As you’ve described it, Adaptiveness is very economic. But there are lots of social changes that are hard to explain economically. For example, the expansion of political inclusiveness in the West (Monarchy → Limited Voting Rights → Universal Manhood Suffrage → Universal Suffrage).
There are subfields within economics that attempt to explain precisely these kinds of “social change” using standard microeconomic theory (for instance, public choice).
As kings from medieval times sought to lessen their dependence on the nobility by soliciting the support of town burghers, so did the state in more modern times emancipate itself from the bourgeoisie by enfranchising and buying the votes of successively broader masses of people.
Public choice is an excellent attack on the naive view that all politics is aimed at “improving society as a whole.” And regulatory capture of agencies like the Civil Aeronautics Board, allowing airline rate setting that favored established airlines, is an expected outcome according to public choice theory. But the CAB was abolished eventually.
More broadly, the expansion of so-called “minority rights” is not well-explained by economic theory. Even with the moral justifications supporting employment discrimination law, it is not accurate to say that prohibiting some reasons for hiring and firing workers is more efficient. At best, economic efficiency is unaffected.
There are subfields within economics that attempt to explain precisely these kinds of “social change” using standard microeconomic theory (for instance, public choice).
-Anthony de Jasay, The State
Public choice is an excellent attack on the naive view that all politics is aimed at “improving society as a whole.” And regulatory capture of agencies like the Civil Aeronautics Board, allowing airline rate setting that favored established airlines, is an expected outcome according to public choice theory. But the CAB was abolished eventually.
More broadly, the expansion of so-called “minority rights” is not well-explained by economic theory. Even with the moral justifications supporting employment discrimination law, it is not accurate to say that prohibiting some reasons for hiring and firing workers is more efficient. At best, economic efficiency is unaffected.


◆ **Directions**:
Look for "oilfields" in each line of the entries, and return the matching lines.

┌─ Entries supplied

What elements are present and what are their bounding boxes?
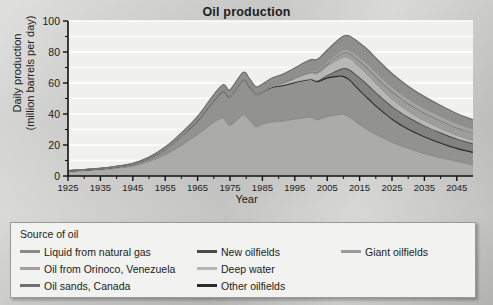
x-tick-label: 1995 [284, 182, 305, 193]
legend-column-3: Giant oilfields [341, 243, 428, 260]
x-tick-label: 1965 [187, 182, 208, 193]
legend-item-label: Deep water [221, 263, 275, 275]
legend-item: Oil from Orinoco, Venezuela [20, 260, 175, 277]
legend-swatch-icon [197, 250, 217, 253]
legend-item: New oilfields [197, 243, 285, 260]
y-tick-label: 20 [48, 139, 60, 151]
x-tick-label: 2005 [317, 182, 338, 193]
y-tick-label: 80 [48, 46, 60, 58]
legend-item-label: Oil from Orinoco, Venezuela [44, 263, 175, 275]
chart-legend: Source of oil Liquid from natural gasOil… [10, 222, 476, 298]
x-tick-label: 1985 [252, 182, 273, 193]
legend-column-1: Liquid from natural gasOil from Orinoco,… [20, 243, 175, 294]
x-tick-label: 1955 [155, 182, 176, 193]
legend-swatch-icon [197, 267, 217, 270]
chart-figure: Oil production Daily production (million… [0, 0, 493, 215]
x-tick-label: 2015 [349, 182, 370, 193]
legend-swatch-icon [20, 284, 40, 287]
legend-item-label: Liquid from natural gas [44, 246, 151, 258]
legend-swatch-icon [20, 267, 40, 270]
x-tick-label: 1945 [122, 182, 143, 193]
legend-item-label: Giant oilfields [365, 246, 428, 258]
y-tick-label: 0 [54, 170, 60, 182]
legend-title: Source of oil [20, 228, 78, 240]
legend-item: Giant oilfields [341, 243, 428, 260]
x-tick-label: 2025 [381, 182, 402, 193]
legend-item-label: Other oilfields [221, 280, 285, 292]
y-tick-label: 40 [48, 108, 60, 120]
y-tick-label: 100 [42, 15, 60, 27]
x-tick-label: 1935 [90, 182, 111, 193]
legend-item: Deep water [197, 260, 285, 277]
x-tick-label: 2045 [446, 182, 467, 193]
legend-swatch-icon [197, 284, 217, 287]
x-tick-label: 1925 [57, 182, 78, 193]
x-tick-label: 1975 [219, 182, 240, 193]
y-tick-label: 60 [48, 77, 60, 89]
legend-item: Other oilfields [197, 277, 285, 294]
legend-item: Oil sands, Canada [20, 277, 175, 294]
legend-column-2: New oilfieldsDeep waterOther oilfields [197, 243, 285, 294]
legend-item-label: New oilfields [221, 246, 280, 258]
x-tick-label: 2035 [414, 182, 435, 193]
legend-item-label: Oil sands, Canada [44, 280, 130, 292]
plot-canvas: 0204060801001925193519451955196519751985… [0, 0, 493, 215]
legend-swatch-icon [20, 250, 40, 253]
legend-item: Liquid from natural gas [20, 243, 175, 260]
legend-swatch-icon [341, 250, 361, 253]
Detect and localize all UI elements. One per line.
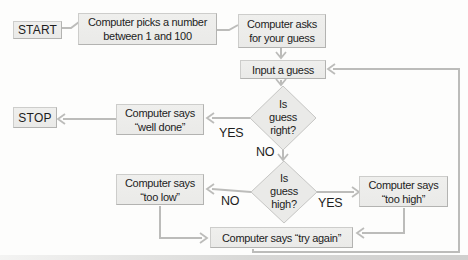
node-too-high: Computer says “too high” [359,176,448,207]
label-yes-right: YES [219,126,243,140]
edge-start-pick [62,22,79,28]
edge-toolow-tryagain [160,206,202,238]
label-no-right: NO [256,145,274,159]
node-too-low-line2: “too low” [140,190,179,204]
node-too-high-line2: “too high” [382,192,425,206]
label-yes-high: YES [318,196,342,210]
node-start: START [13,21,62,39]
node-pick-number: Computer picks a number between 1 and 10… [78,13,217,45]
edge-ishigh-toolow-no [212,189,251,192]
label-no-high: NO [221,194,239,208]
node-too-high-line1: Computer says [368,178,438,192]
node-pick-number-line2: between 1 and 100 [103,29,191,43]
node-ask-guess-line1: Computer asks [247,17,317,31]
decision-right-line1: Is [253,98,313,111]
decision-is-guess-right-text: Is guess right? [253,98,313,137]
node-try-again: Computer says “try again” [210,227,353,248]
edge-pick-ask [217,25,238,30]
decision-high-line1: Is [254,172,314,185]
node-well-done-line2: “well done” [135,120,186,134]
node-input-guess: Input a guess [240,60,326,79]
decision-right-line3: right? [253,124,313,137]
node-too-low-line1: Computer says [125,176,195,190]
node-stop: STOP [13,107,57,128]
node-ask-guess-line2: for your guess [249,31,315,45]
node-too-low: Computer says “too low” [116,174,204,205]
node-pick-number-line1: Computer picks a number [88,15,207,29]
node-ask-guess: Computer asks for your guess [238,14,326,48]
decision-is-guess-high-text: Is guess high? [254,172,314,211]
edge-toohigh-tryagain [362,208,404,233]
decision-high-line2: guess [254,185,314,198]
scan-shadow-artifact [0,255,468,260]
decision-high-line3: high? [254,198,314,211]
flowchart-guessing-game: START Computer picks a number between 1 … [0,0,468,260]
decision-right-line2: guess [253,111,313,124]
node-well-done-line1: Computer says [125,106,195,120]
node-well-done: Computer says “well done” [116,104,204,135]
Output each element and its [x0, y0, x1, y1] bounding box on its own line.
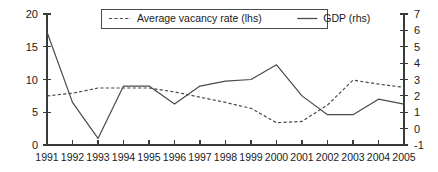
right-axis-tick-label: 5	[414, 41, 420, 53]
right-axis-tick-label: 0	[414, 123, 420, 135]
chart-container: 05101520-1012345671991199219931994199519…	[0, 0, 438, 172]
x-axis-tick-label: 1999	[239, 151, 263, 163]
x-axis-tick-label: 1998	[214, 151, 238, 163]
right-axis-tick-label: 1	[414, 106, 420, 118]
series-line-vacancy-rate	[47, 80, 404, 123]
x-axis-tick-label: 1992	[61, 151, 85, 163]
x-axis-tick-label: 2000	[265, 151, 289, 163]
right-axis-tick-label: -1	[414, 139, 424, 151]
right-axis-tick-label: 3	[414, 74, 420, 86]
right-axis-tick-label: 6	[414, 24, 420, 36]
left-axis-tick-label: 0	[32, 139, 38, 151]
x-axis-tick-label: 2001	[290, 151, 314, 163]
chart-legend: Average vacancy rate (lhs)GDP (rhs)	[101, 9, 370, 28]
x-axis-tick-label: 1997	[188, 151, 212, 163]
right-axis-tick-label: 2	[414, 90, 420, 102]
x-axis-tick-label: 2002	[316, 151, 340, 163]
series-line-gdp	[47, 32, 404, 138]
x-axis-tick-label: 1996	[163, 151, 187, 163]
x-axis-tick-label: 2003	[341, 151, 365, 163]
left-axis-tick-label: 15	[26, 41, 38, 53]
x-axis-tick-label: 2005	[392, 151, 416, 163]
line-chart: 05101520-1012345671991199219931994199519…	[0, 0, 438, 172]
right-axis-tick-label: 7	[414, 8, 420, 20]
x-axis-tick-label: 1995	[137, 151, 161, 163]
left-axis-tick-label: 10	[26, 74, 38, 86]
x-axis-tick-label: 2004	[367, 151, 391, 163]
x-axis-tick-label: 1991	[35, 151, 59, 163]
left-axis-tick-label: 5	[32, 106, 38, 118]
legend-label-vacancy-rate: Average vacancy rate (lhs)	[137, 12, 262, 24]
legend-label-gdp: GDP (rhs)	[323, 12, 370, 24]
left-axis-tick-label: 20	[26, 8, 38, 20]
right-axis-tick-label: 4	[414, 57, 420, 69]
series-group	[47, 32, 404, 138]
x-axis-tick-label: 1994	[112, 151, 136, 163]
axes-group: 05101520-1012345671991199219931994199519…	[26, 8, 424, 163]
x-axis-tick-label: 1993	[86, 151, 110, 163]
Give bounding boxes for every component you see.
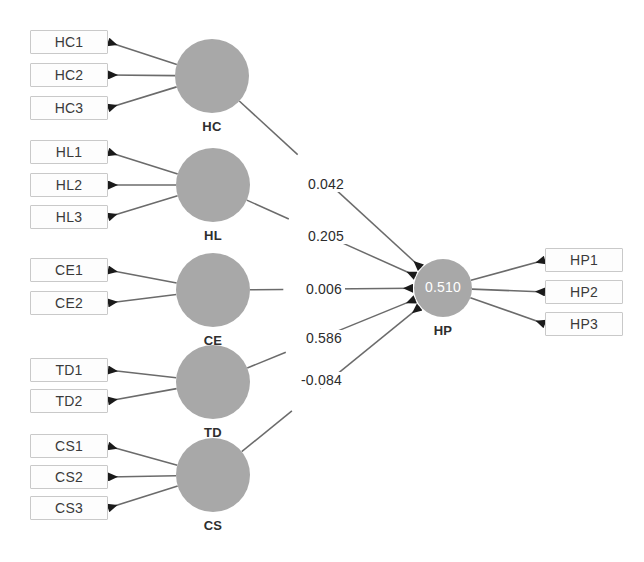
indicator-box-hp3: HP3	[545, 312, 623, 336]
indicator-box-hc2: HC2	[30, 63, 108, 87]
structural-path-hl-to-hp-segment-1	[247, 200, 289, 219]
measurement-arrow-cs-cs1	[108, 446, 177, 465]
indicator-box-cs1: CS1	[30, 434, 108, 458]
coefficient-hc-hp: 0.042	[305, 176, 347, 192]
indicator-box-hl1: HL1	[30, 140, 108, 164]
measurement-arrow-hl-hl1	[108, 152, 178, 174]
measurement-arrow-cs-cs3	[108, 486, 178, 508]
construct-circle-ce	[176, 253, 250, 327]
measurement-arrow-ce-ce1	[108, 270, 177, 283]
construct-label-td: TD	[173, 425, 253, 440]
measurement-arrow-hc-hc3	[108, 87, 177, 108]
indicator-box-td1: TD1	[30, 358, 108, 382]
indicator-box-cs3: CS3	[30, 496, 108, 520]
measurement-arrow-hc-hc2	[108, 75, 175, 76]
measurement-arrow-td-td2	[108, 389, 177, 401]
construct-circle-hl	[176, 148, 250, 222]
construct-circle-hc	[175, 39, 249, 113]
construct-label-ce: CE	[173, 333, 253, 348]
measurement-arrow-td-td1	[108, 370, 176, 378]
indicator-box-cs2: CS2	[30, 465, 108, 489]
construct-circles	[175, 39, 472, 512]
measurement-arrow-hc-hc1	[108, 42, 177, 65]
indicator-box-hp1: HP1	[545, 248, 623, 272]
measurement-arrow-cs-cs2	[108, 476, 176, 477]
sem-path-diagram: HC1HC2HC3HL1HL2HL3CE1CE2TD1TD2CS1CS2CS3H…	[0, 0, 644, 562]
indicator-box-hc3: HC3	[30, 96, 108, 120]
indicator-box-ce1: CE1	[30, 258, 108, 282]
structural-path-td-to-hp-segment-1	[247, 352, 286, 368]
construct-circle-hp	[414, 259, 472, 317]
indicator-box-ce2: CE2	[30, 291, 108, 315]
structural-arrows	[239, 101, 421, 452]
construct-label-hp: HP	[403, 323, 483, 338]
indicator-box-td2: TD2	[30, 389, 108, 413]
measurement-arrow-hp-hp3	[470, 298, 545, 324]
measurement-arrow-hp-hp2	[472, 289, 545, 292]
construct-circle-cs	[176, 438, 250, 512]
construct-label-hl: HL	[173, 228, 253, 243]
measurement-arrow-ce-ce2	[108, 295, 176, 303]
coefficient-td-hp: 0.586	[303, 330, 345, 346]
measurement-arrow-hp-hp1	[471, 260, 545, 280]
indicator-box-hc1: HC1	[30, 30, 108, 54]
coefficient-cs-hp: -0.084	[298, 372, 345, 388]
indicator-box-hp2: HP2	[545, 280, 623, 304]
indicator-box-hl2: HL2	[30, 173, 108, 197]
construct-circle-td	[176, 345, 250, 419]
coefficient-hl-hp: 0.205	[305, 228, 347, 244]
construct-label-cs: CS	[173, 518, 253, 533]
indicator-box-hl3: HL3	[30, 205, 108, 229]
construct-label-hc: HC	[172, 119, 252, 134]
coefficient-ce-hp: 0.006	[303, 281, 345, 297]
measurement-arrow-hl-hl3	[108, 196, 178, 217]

└─
┌─ Entries supplied

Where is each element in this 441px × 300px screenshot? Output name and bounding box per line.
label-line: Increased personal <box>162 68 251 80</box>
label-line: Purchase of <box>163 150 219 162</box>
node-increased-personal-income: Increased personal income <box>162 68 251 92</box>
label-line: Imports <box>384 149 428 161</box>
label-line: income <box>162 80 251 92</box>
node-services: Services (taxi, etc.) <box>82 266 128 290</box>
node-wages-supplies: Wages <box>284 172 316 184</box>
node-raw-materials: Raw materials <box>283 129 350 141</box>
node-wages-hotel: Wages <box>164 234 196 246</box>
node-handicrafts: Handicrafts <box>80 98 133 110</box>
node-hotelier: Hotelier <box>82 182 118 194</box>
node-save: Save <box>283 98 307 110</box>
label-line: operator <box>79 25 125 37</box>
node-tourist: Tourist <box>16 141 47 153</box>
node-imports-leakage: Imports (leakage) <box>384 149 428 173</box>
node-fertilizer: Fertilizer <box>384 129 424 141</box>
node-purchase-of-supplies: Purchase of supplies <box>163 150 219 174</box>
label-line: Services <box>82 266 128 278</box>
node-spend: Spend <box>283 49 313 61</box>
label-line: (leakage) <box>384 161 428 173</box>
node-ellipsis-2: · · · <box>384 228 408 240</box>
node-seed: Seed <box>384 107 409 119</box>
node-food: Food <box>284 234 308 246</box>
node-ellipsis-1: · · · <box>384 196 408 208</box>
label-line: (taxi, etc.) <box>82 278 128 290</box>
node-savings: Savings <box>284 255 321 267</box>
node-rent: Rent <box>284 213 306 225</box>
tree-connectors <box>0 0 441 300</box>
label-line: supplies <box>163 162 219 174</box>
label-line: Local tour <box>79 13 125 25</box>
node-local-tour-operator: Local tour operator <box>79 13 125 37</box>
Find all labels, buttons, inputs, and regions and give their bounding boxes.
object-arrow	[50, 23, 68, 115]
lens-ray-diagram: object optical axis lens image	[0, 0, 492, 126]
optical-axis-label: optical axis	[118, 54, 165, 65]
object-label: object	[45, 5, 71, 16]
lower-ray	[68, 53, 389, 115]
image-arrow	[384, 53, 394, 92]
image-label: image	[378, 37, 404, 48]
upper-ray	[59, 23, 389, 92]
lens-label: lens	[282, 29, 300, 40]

└─

◆ **Worked solution**:
legend-column-3: Giant oilfields [341, 243, 428, 260]
legend-item: New oilfields [197, 243, 285, 260]
legend-item-label: Giant oilfields [365, 246, 428, 258]
legend-item: Giant oilfields [341, 243, 428, 260]
legend-item-label: Other oilfields [221, 280, 285, 292]
legend-item: Other oilfields [197, 277, 285, 294]
legend-column-2: New oilfieldsDeep waterOther oilfields [197, 243, 285, 294]
legend-item-label: New oilfields [221, 246, 280, 258]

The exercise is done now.